The issue has taken center stage recently as a number of high-profile companies—including Disney, J.P. Morgan, Levi Strauss and Microsoft—announced plans to cover travel expenses for employees seeking an abortion in the wake of the Supreme Court's reversal of Roe v. Wade. That followed other headline-making cases of businesses speaking out on social issues, such as Disney taking a stance on legislation in Florida restricting classroom instruction on sexual orientation and gender identity and dozens of companies from Silicon Valley to Wall Street pledging to fight racial injustice after George Floyd's death in 2020.

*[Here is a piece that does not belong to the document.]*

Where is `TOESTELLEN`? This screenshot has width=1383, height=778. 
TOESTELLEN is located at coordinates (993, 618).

Presidents and the US Economy: An Econometric Exploration

 https://www.aeaweb.org/articles?id=10.1257/aer.20140913

The US economy has performed better when the president of the United States is a Democrat rather than a Republican, almost regardless of how one measures performance. For many measures, including real GDP growth (our focus), the performance gap is large and significant. This paper asks why. The answer is not found in technical time series matters nor in systematically more expansionary monetary or fiscal policy under Democrats. Rather, it appears that the Democratic edge stems mainly from more benign oil shocks, superior total factor productivity (TFP) performance, a more favorable international environment, and perhaps more optimistic consumer expectations about the near-term future. (JEL D72, E23, E32, E65, N12, N42)

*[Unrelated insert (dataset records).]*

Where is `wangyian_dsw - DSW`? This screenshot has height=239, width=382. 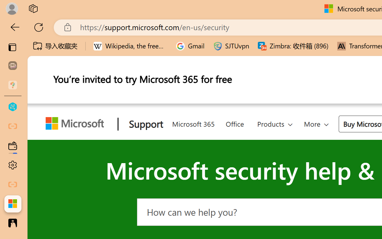 wangyian_dsw - DSW is located at coordinates (13, 107).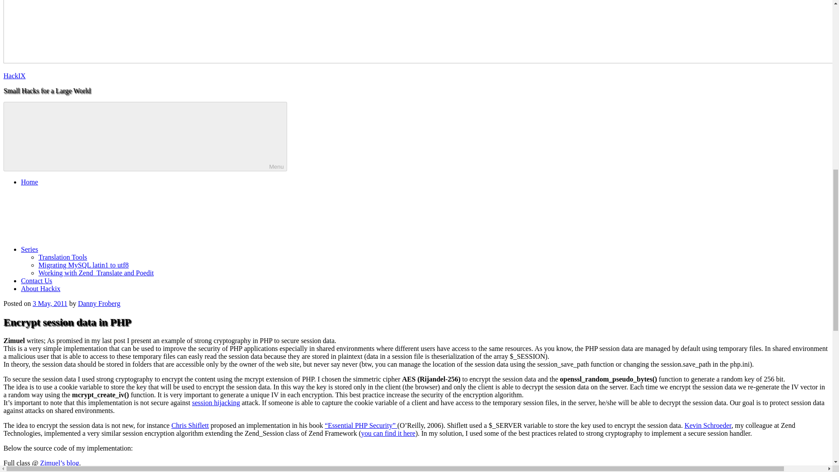 The width and height of the screenshot is (839, 472). What do you see at coordinates (29, 182) in the screenshot?
I see `Home` at bounding box center [29, 182].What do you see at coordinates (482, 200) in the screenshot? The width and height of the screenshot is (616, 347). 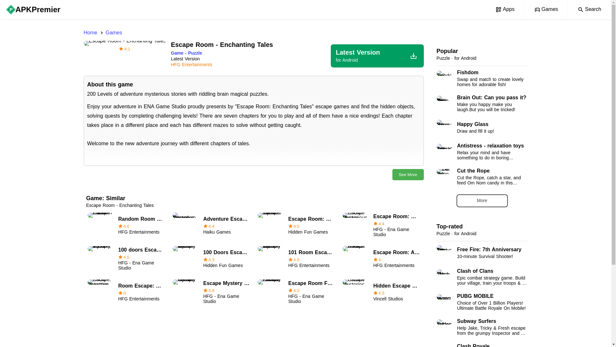 I see `More` at bounding box center [482, 200].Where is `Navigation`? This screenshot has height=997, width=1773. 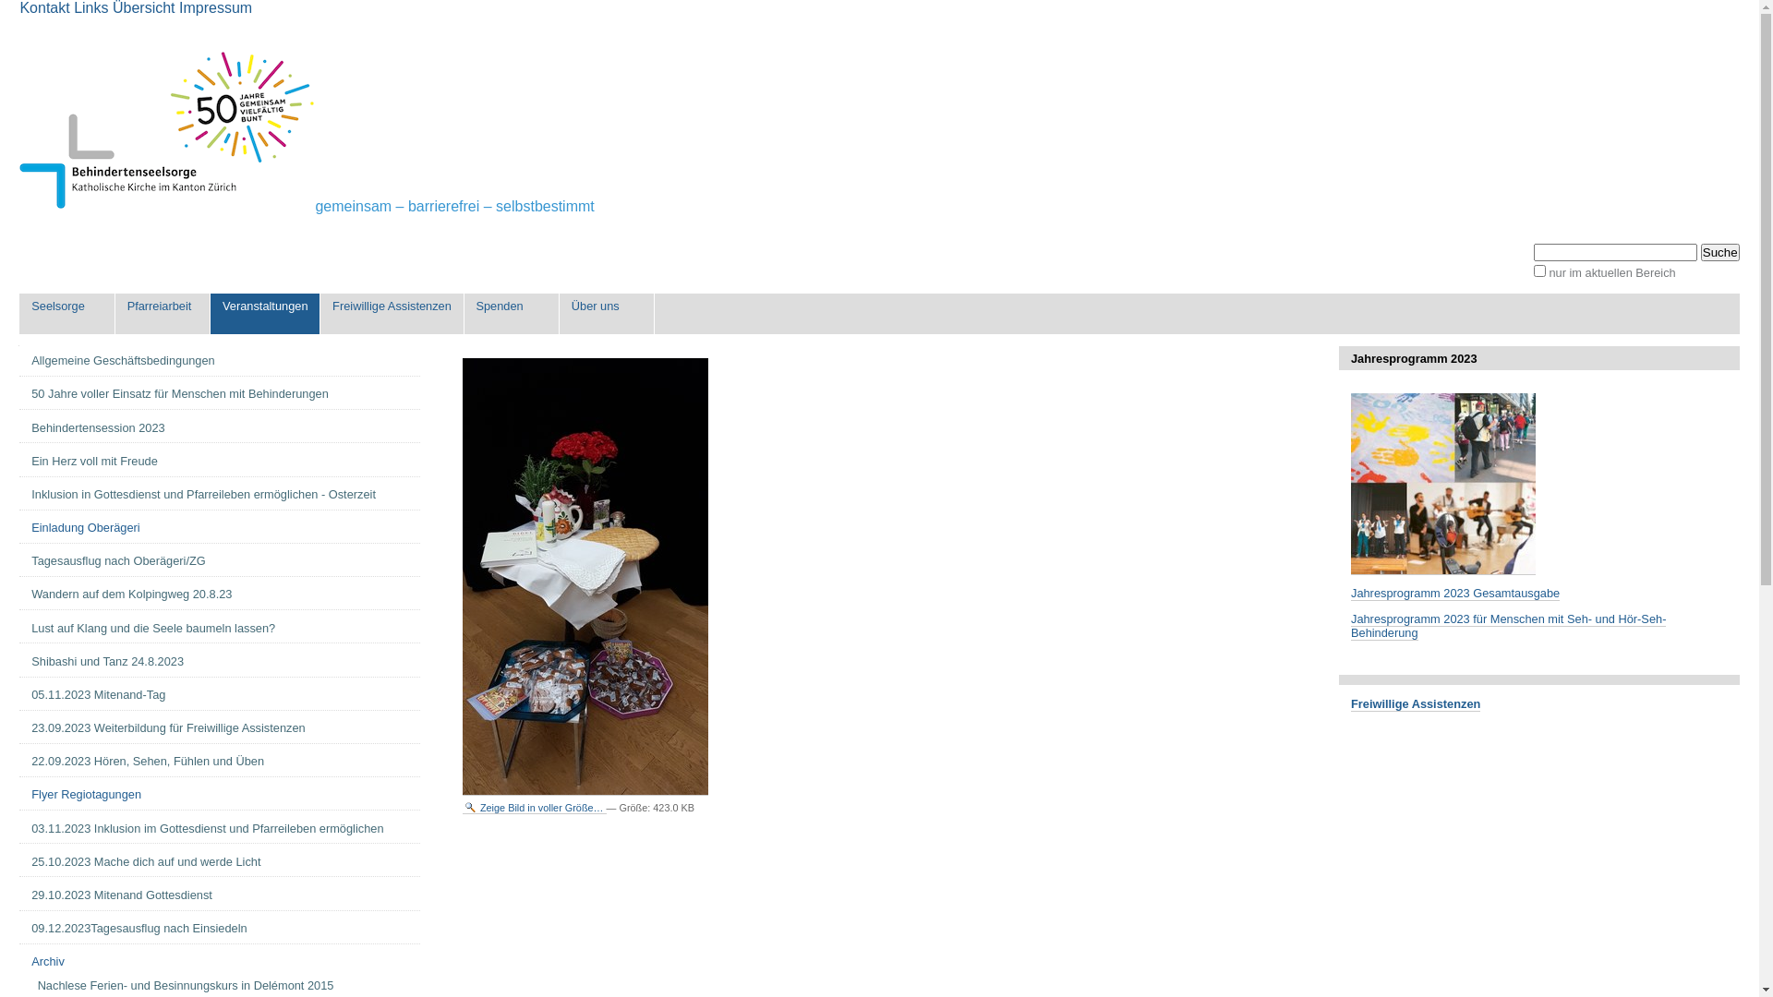 Navigation is located at coordinates (18, 352).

Why Are Republican Presidents So Bad for the Economy?

 https://www.nytimes.com/2021/02/02/opinion/sunday/democrats-economy.html

A president has only limited control over the economy. And yet there has been a stark pattern in the United States for nearly a century. The economy has grown significantly faster under Democratic presidents than Republican ones.

It’s true about almost any major indicator: gross domestic product, employment, incomes, productivity, even stock prices. It’s true if you examine only the precise period when a president is in office, or instead assume that a president’s policies affect the economy only after a lag and don’t start his economic clock until months after he takes office. The gap “holds almost regardless of how you define success,” two economics professors at Princeton, Alan Blinder and Mark Watson, write. They describe it as “startlingly large.”

The Republican War on Economics

 https://nymag.com/intelligencer/2017/12/the-republican-war-on-economics.html

On Meet the Press Sunday, Chuck Todd asked Susan Collins how she could support a huge tax cut after having complained about excessive debt. “Economic growth produces more revenue and that will help to offset this tax cut and actually lower the debt,” she calmly replied. An incredulous Todd asked Collins how she could defend such a claim when every study has concluded the opposite. She cited Glenn Hubbard, Larry Lindsey, and Douglas Holtz-Eakin.

Jennifer Rubin got ahold of two of the three, Hubbard and Holtz-Eakin. Both economists denied having ever claimed the Republican tax cuts would produce enough growth to recoup the lost revenue.

Graduate sues uni after essay is failed because it didn’t blame Israel

 https://www.thejc.com/news/news/graduate-sues-uni-after-essay-is-failed-because-it-didn't-blame-israel-11XsFCMbfm3AGDA5SivwHO

Danielle Greyman claims her essay about crimes committed by Hamas against Palestinians was failed because it did not pin blame on the Jewish state.

After a review, an external examiner recommended that her assignment mark be improved, giving it a passing grade instead of a fail.

Ms Greyman, who had never before failed an essay at university, was forced last year to resit the module, which she subsequently passed.

However, because she had to wait almost a year for the result of her appeal, the student was unable to take up a place on a Master’s course at Glasgow University.

Her lawyers have now issued a legal claim against Leeds University for negligence, discrimination and victimisation.